The short of it: Last year, we had to cut $1 million from our budget so we could have any chance of breaking even by the time our fiscal year ended in June. And despite a huge rally from so many of you leading up to the deadline, we still came up a bit short on the whole. We can’t let that happen again. We have no wiggle room to begin with, and now we have a hole to dig out of.

Readers also told us to just give it to you straight when we need to ask for your support, and seeing how matter-of-factly explaining our inner workings, our challenges and finances, can bring more of you in has been a real silver lining. So our online membership lead, Brian, lays it all out for you in his personal, insider account (that literally puts his skin in the game!) of how urgent things are right now.

The upshot: Being able to rally $253,000 in donations over these next few weeks is vitally important simply because it is the number that keeps us right on track, helping make sure we don't end up with a bigger gap than can be filled again, helping us avoid any significant (and knowable) cash-flow crunches for now. We used to be more nonchalant about coming up short this time of year, thinking we can make it by the time June rolls around. Not anymore.

Because the in-depth journalism on underreported beats and unique perspectives on the daily news you turn to Mother Jones for is only possible because readers fund us. Corporations and powerful people with deep pockets will never sustain the type of journalism we exist to do. The only investors who won’t let independent, investigative journalism down are the people who actually care about its future—you.

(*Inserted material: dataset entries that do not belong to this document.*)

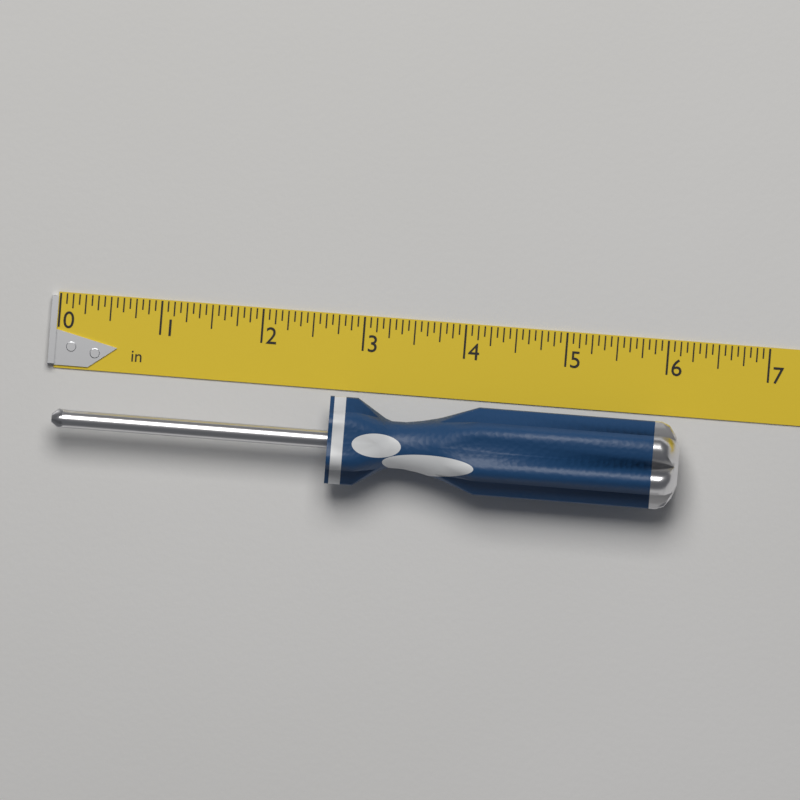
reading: 6.1875 in
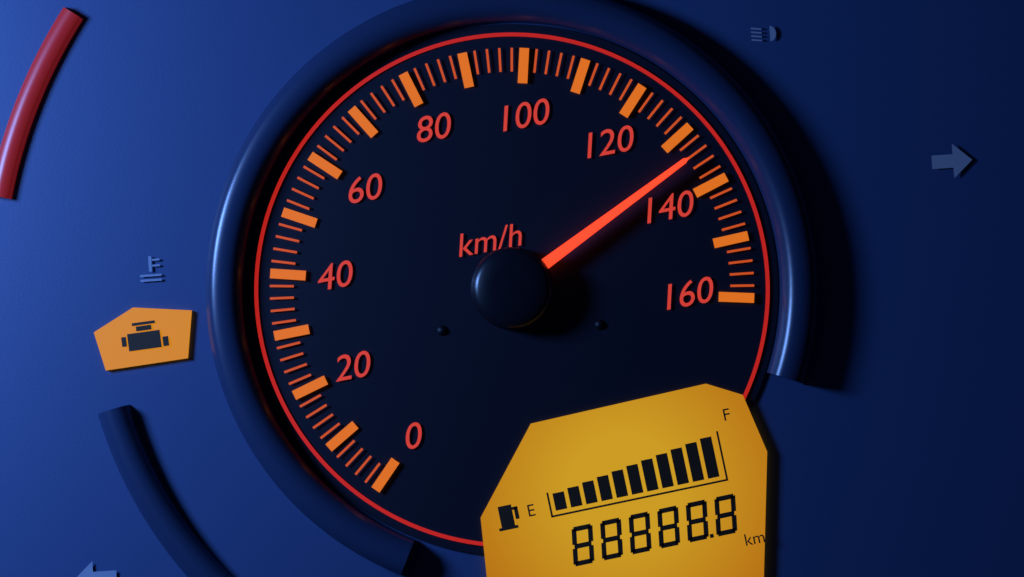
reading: 134 km/h
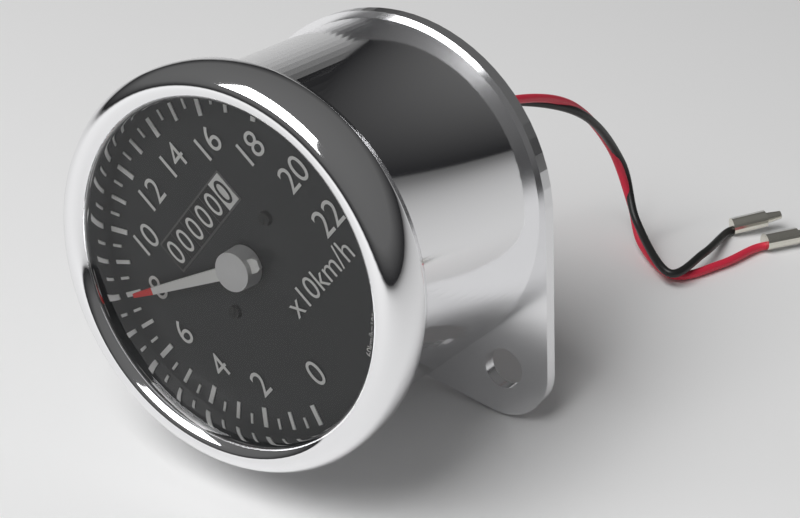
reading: 80 km/h
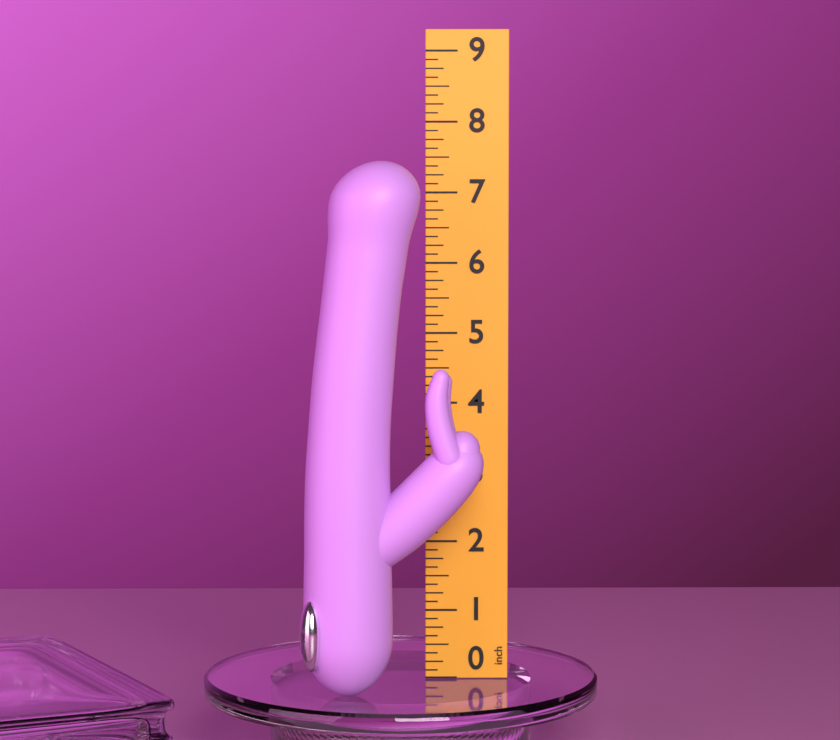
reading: 7.500 inch
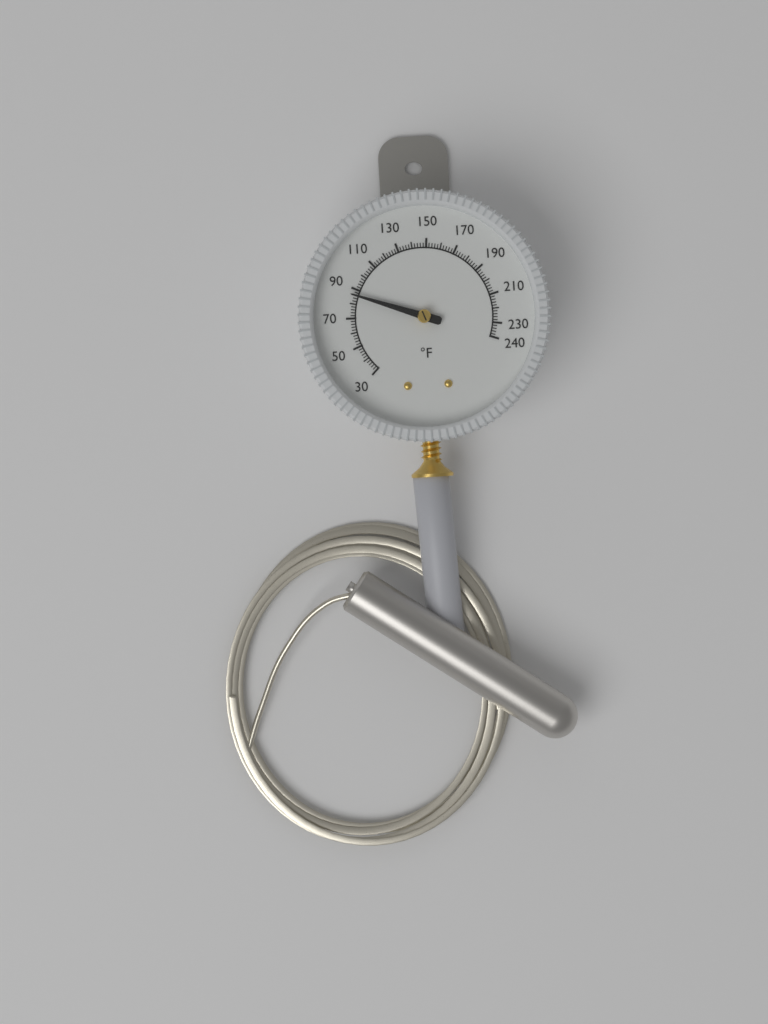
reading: 86 °F
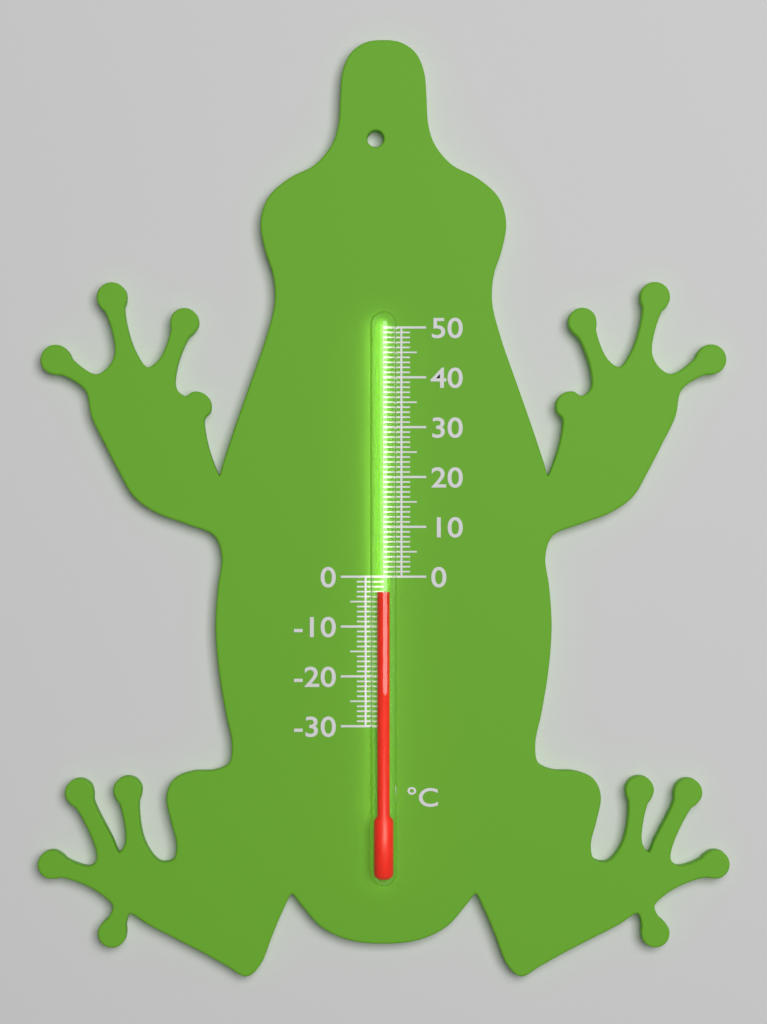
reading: -3 °C
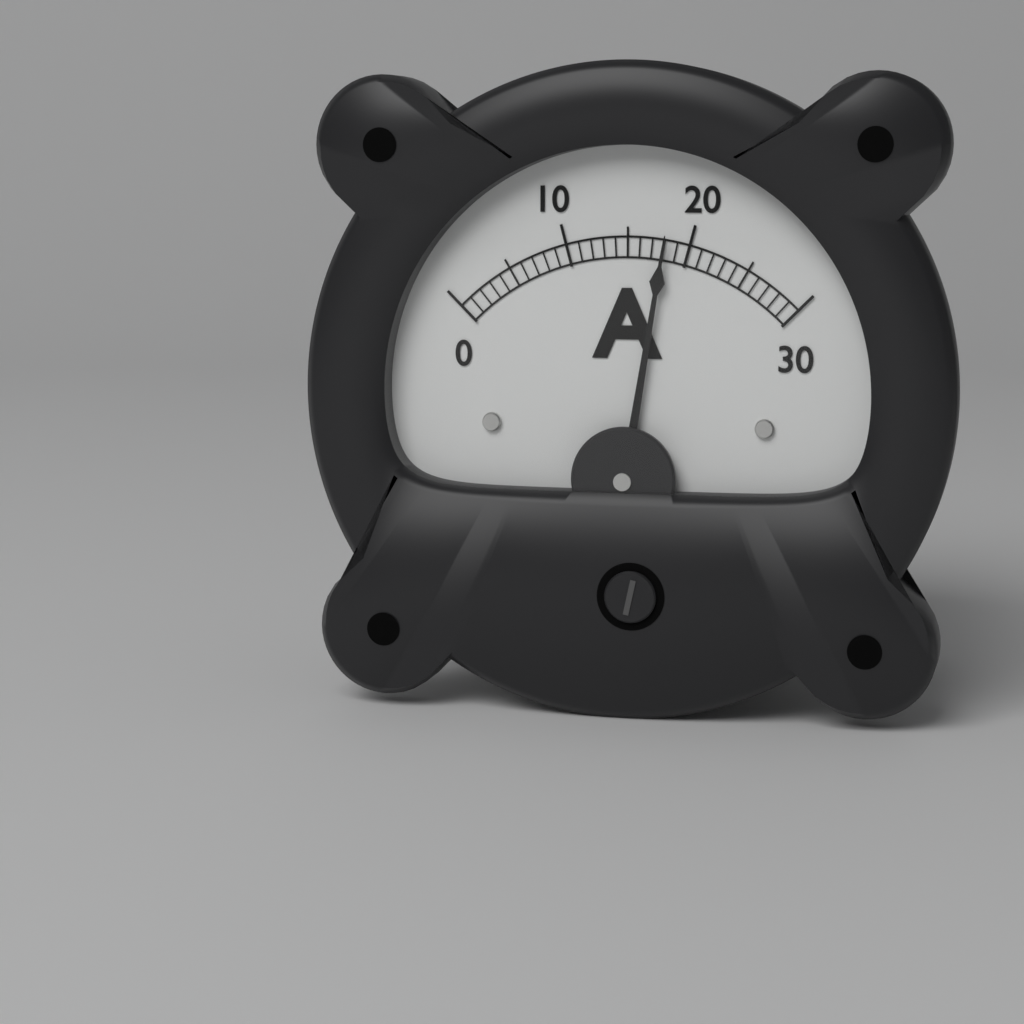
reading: 18 A
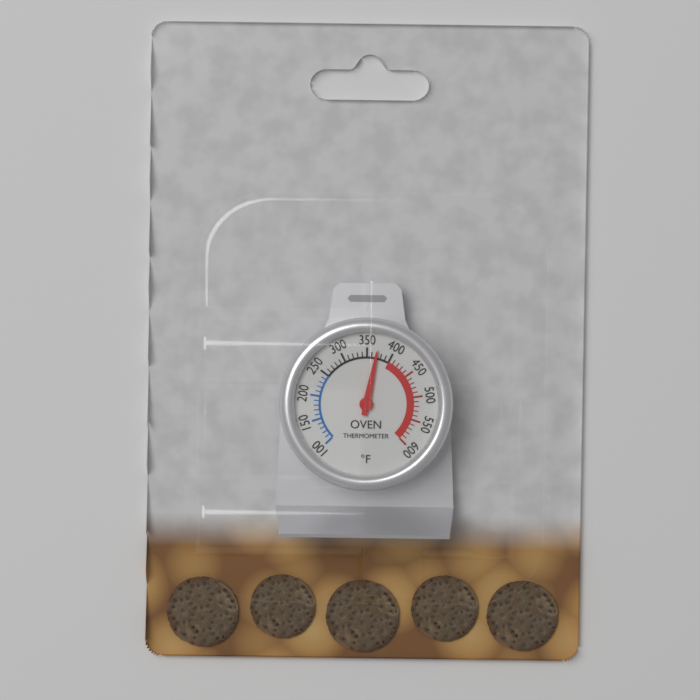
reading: 370 °F
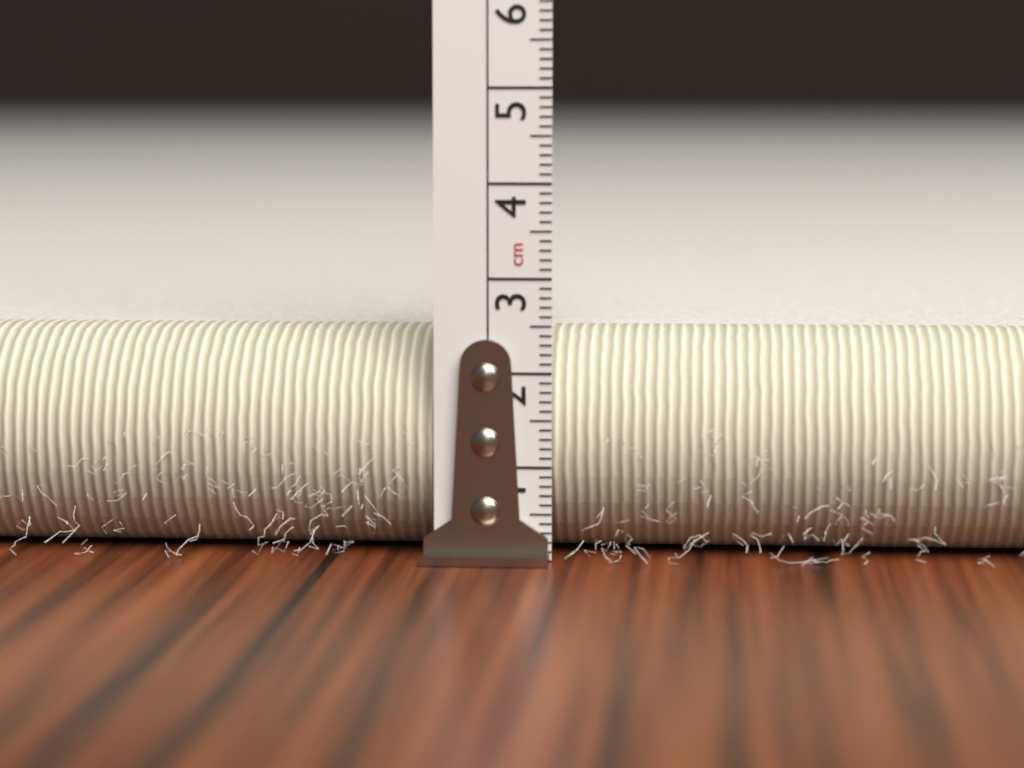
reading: 2.4 cm
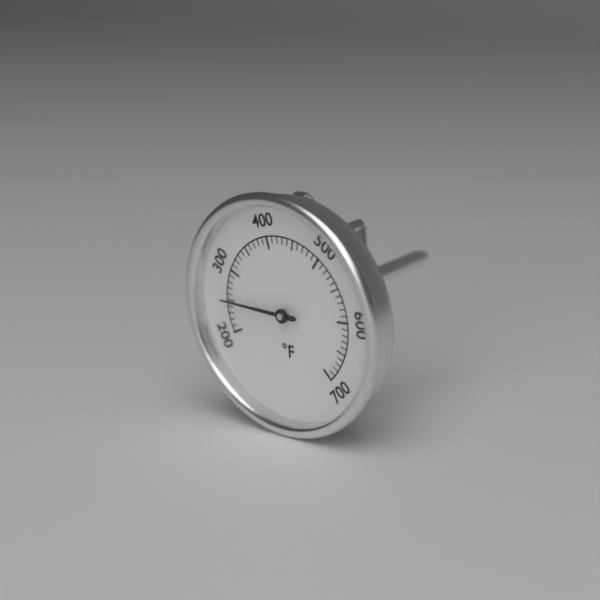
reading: 250 °F
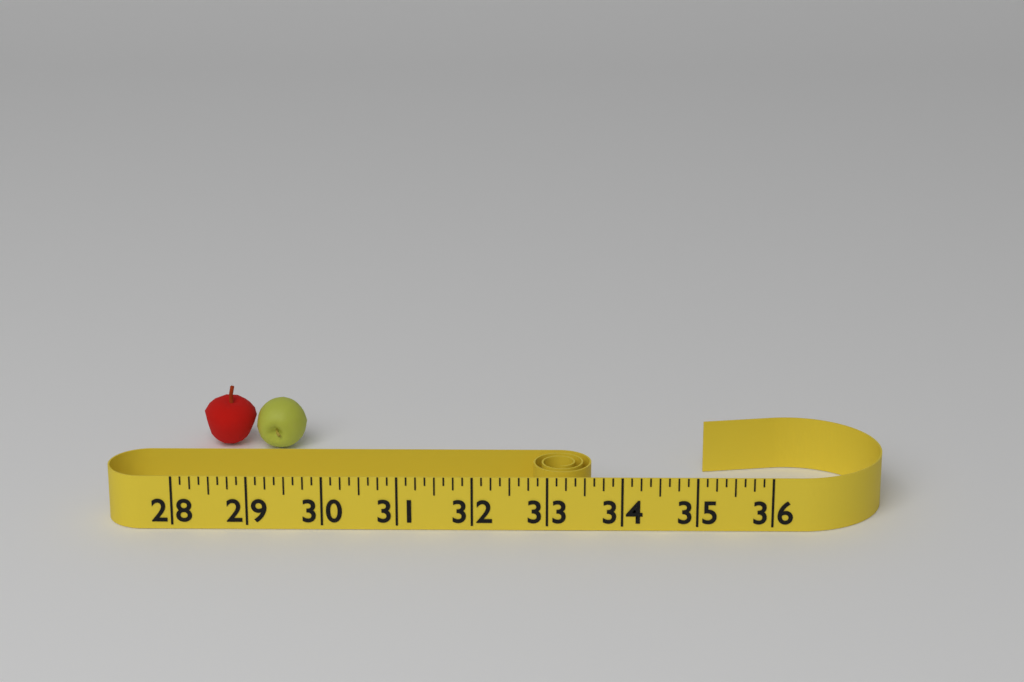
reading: 29.500 (no unit)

And we need readers to show up for us big time—again.

Getting just 10 percent of the people who care enough about our work to be reading this blurb to part with a few bucks would be utterly transformative for us, and that's very much what we need to keep charging hard in this financially uncertain, high-stakes year.

If you can right now, please support the journalism you get from Mother Jones with a donation at whatever amount works for you. And please do it now, before you move on to whatever you're about to do next and think maybe you'll get to it later, because every gift matters and we really need to see a strong response if we're going to raise the $253,000 we need in less than three weeks.